__Exercise aim__: From the records beneath, determine how many lines contain "September" and report only that figure.

__Data to examine__:
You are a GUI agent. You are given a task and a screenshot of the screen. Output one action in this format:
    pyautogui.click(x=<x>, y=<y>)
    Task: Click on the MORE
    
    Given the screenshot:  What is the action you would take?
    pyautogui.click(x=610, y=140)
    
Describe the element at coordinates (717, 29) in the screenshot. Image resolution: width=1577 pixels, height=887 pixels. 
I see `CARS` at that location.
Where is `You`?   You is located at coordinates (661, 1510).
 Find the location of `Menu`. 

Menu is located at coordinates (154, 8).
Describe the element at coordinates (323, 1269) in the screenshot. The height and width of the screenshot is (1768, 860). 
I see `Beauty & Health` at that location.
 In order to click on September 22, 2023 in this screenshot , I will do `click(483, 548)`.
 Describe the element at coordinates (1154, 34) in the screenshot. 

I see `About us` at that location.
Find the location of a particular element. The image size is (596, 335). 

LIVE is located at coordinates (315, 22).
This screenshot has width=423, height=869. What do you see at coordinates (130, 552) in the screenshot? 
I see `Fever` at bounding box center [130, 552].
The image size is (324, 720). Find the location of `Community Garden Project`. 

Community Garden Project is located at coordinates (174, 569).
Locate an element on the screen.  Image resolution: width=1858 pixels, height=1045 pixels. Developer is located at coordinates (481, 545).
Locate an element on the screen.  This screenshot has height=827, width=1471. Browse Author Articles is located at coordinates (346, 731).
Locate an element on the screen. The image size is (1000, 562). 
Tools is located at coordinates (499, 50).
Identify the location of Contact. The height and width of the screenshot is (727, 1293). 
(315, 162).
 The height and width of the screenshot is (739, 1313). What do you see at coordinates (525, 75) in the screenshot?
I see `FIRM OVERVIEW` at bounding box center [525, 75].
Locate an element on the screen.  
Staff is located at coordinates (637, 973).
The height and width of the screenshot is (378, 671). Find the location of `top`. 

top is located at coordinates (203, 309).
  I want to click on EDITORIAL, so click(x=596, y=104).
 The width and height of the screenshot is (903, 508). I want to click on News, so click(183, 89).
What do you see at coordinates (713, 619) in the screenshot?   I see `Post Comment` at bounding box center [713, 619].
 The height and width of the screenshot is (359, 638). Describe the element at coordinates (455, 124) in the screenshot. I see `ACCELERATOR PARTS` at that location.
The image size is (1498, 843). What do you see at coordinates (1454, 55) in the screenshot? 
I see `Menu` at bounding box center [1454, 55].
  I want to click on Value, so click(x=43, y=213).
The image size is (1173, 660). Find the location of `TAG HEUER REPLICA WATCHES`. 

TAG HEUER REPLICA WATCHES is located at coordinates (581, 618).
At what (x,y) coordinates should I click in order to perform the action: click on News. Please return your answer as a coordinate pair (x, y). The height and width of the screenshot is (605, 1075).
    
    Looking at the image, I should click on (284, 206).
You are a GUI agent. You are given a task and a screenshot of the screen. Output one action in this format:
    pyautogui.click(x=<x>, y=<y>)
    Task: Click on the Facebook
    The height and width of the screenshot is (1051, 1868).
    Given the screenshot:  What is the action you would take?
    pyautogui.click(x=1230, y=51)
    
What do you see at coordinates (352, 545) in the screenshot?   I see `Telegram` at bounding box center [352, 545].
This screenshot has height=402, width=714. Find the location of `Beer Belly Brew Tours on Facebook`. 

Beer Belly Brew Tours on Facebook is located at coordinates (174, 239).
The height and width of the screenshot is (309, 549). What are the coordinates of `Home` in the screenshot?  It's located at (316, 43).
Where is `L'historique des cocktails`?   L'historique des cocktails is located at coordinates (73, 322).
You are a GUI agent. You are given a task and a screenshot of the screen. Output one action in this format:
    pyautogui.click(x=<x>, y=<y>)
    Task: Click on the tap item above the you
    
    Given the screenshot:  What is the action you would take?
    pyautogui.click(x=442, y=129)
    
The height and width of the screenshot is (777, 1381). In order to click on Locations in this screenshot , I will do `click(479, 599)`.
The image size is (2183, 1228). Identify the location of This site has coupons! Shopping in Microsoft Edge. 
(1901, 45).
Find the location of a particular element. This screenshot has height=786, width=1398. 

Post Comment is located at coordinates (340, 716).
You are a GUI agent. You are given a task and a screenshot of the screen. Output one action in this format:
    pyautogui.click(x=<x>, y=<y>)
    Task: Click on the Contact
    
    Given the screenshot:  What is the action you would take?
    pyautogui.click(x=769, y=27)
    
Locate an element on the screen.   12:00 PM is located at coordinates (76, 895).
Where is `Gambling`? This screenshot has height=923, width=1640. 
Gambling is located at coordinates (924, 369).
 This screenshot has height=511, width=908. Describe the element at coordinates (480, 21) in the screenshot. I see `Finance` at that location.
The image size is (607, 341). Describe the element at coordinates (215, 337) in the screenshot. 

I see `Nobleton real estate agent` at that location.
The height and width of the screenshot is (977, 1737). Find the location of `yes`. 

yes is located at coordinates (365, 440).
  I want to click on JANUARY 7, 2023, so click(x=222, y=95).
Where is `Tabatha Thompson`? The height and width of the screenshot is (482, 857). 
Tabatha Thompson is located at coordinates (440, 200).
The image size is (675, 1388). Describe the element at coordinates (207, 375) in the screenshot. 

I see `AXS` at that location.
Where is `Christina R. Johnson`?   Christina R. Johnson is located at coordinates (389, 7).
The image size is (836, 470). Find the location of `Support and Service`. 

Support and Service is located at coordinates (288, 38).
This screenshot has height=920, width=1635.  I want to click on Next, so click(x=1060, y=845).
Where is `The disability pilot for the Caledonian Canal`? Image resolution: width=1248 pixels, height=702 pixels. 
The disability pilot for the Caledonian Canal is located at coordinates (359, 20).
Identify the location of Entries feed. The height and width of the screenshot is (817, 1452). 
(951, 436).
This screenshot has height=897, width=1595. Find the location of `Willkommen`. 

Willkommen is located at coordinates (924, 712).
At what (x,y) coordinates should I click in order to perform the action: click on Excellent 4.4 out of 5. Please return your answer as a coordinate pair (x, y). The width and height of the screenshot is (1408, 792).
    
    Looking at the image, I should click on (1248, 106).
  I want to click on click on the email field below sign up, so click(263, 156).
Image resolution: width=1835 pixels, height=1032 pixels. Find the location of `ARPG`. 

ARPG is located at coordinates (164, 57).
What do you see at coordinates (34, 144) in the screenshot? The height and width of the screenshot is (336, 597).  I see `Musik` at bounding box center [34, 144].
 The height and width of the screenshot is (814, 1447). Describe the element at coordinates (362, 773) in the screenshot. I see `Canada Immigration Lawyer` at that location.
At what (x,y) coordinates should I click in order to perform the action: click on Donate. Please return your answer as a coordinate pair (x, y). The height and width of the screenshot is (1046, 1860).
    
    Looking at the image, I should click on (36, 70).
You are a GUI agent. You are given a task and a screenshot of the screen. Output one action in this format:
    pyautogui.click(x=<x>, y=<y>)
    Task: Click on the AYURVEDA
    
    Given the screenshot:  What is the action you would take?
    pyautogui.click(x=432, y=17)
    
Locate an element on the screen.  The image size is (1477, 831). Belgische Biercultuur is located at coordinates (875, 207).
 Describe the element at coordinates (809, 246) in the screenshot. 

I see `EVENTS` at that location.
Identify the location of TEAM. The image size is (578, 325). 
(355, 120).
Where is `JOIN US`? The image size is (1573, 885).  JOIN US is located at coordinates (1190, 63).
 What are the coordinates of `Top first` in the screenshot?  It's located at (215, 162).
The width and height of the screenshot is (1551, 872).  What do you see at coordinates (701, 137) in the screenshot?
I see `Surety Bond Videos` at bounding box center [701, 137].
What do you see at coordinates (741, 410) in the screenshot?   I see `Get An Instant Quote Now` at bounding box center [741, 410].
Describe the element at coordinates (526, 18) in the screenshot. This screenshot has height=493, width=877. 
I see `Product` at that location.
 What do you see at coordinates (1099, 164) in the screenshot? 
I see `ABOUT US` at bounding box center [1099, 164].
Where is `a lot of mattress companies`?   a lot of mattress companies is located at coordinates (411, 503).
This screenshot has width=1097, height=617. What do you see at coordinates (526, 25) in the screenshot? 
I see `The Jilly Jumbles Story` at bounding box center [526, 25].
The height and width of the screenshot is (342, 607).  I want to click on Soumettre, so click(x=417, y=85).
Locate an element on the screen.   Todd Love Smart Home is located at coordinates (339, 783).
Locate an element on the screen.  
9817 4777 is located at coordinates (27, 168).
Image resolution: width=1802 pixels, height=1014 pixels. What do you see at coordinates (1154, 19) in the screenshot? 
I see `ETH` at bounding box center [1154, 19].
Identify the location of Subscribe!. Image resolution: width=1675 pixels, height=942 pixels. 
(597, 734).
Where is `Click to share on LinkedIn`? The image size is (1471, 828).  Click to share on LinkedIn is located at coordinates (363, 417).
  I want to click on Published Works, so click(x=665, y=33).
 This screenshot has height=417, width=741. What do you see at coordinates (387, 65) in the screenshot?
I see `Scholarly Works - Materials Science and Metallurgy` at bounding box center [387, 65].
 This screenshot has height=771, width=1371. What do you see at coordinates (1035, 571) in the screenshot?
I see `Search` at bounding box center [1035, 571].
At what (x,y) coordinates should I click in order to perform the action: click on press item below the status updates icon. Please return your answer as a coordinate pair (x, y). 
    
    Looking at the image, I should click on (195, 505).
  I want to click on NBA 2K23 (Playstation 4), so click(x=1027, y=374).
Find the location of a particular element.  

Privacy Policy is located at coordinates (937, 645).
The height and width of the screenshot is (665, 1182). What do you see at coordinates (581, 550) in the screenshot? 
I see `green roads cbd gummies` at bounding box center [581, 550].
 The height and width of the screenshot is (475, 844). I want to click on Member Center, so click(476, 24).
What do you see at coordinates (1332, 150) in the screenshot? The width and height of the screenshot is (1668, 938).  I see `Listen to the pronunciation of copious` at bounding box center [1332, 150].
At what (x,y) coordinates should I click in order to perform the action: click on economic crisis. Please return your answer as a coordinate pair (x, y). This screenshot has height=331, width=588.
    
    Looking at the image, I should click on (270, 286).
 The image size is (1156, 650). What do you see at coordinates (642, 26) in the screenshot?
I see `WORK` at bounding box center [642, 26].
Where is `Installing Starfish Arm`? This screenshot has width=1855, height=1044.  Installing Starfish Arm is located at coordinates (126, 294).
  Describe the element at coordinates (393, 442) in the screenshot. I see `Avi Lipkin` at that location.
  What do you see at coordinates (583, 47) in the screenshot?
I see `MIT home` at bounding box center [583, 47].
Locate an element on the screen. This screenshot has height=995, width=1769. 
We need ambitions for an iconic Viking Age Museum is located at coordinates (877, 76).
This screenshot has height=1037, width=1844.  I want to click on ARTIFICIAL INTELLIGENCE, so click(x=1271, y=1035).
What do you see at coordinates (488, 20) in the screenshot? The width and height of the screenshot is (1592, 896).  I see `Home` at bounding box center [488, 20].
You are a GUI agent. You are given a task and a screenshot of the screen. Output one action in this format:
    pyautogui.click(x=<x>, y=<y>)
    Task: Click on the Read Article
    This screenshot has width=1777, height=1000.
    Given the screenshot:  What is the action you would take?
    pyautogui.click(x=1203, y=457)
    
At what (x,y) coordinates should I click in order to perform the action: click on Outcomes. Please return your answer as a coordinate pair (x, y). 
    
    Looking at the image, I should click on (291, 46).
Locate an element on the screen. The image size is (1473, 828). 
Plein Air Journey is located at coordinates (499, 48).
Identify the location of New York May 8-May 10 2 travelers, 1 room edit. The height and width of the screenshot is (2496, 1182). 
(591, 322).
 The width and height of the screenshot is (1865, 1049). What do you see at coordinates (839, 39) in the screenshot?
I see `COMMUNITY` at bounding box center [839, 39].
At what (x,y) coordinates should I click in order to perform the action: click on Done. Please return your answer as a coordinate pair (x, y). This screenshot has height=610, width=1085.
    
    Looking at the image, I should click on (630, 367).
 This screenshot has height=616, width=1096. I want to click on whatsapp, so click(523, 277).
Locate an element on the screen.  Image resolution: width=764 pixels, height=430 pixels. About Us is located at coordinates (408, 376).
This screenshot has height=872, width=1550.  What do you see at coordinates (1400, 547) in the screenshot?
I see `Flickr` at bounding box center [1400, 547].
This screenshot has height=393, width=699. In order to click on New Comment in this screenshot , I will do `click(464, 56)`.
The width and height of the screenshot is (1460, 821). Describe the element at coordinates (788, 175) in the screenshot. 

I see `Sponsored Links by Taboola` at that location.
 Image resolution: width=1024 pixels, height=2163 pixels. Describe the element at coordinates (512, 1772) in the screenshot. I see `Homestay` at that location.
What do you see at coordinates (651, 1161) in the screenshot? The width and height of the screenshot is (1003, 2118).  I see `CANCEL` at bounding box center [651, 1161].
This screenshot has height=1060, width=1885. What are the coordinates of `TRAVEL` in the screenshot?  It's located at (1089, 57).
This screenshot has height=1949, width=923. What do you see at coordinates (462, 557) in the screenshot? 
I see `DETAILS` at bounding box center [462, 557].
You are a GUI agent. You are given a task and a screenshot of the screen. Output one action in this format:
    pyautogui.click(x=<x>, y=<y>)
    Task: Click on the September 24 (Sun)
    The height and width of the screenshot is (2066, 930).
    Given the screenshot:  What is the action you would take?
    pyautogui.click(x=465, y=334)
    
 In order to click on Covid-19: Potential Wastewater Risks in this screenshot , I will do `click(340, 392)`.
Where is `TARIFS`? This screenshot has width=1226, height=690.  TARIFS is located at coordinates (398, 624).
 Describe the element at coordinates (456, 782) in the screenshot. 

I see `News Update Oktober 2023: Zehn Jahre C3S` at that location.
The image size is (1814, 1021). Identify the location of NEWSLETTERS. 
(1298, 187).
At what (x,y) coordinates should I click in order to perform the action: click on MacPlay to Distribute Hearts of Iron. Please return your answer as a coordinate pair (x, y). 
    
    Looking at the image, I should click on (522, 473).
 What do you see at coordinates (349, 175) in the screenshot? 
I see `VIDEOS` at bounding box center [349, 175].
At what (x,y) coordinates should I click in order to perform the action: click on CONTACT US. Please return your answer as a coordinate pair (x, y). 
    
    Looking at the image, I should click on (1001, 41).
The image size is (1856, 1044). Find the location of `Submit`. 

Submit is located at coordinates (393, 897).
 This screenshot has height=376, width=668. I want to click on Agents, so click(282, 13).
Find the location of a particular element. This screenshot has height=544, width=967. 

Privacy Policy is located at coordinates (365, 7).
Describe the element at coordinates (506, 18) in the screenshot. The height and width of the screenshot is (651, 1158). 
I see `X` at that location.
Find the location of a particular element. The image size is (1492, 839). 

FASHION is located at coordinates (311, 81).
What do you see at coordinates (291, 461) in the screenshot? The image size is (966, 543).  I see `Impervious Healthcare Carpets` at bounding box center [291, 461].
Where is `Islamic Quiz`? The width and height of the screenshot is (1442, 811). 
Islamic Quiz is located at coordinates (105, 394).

__Solution for this problem__: 2